Body of Thai worker Sudthisak Rinthalak returned to Israel

Only one slain hostage is left in Gaza, Master Sgt. Ran Gvili of the police counter-terror unit.

By Batya Jerenberg, World Israel News

The body of slain hostage Sudthisak Rinthalak has been officially identified after the Palestinian Islamic Jihad (PIJ) found it in the northern Gaza city of Beit Lahiya Wednesday and transferred it to Israel, the Prime Minister’s Office (PMO) announced Thursday morning.

“The Coordinator for Prisoners and Missing Persons, Brig. Gen. (res.) Gal Hirsch, informed Sudthisak’s family that arrangements for his return for burial in his homeland will be carried out in coordination with the Embassy of Thailand in Israel, and that the Government of Israel shares in the deep grief of the Rinthalak family, of the Thai people, and of all the families of the deceased hostages,” the PMO stated.

Rinthalak, 42, had been working in the orchards of Kibbutz Be’eri when PIJ and Hamas forces stormed the community on Oct. 7, 2023.

He was murdered along with 100 other residents and was one of the 32 hostages, both alive and dead, whom the invaders took into Gaza from the kibbutz.
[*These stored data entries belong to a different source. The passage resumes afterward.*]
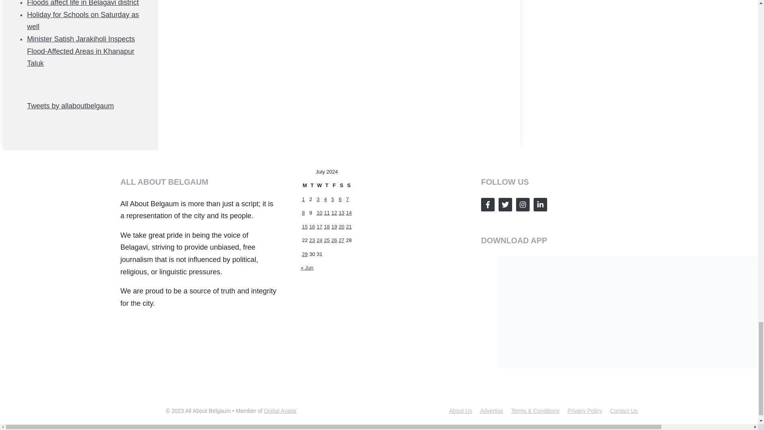 This screenshot has height=430, width=764. What do you see at coordinates (83, 3) in the screenshot?
I see `Floods affect life in Belagavi district` at bounding box center [83, 3].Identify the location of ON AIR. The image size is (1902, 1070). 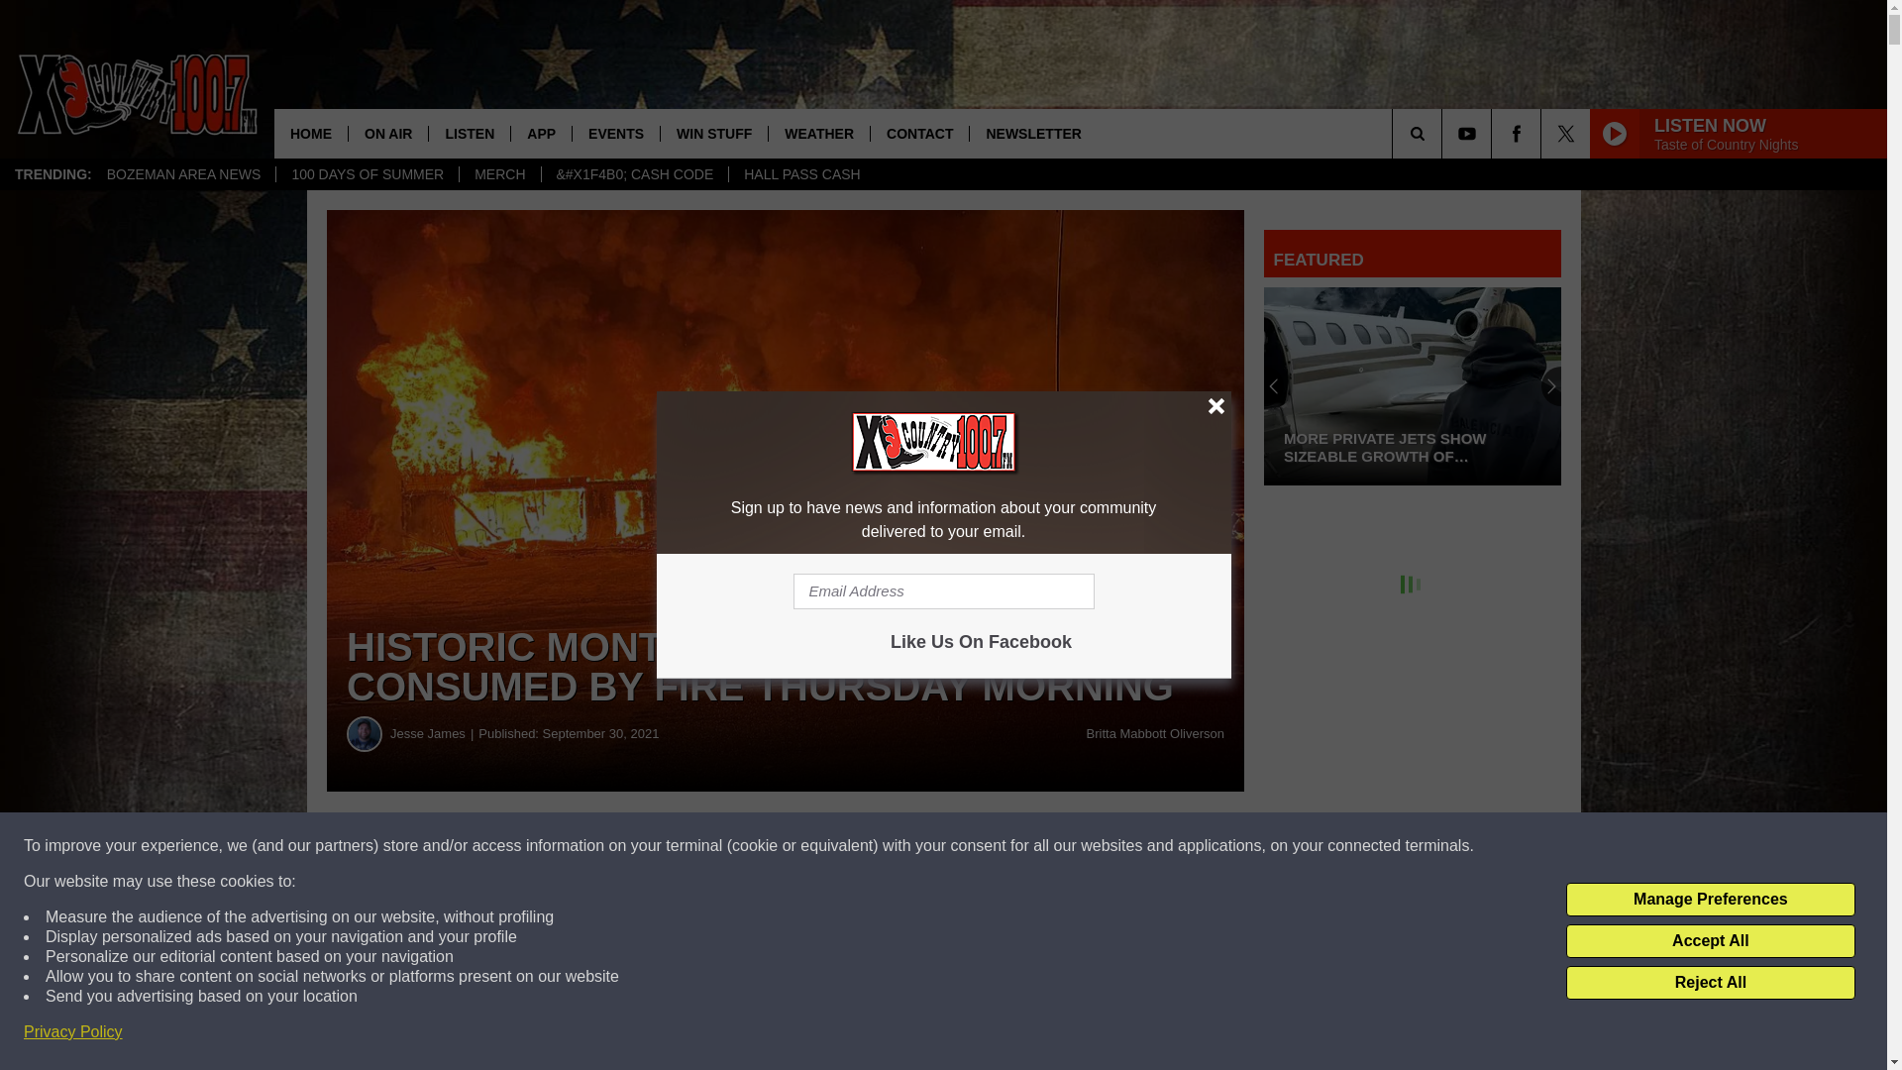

Rinthalak’s family has been waiting more than two years for news of him, having only seen a video of him being kidnapped.

His brother, Thepporn, said in an interview with Army Radio that getting his remains back was “very important” to the family, “so at least we will have some part of Sudthisak.”

With tears in his eyes, Thepporn added, “I sent him to Israel. I gave him money so he could make the journey…. When you lose someone so close, you still worry for them, still want them to be at peace, even after they’re gone.”

His elderly father, Thong Ma, spoke of missing his son, saying that he prayed that Sudthisak would return “while I’m still alive.”

He had last spoken to Sudthisak two days before the massacre, when his son told him he wanted to come home for a visit.

There is now only one hostage remaining in Gaza, Master Sgt. Ran Gvili, who was killed while defending Kibbutz Alumim from Hamas terrorists on Oct. 7.

Gvili, a member of the police counter-terror Yasam unit, was on medical leave with a broken shoulder when the invasion began, but immediately put on his uniform to head 57 kilometers east to the Gaza envelope.

His father recounted last month to Ynet that when he asked his son, “Where do you think you’re going?” Gvili answered, “What do you think? Do you think that my friends will fight alone? I’m going to help them.”

He first rescued several partygoers among the thousands fleeing the Nova festival, the site where Hamas forces murdered more than 360 of their nearly 1,200 victims of the day.

He then led a seven-man team of Yasam fighters and an undercover officer who fought off a tide of Hamas forces at Alumim, preventing the terrorists from reaching the community.

Reacting on Facebook to the news of Rinthalak’s return, Gvili’s mother, Talik, wrote that her son was “the first to go out and the last to come back – we won’t stop until you return.”

The Tikva Forum of hostage families demanded, “For every day that Rani does not return home, Hamas must pay a price – a heavy price. We must not make peace with this, and we must not allow Hamas to torture us.”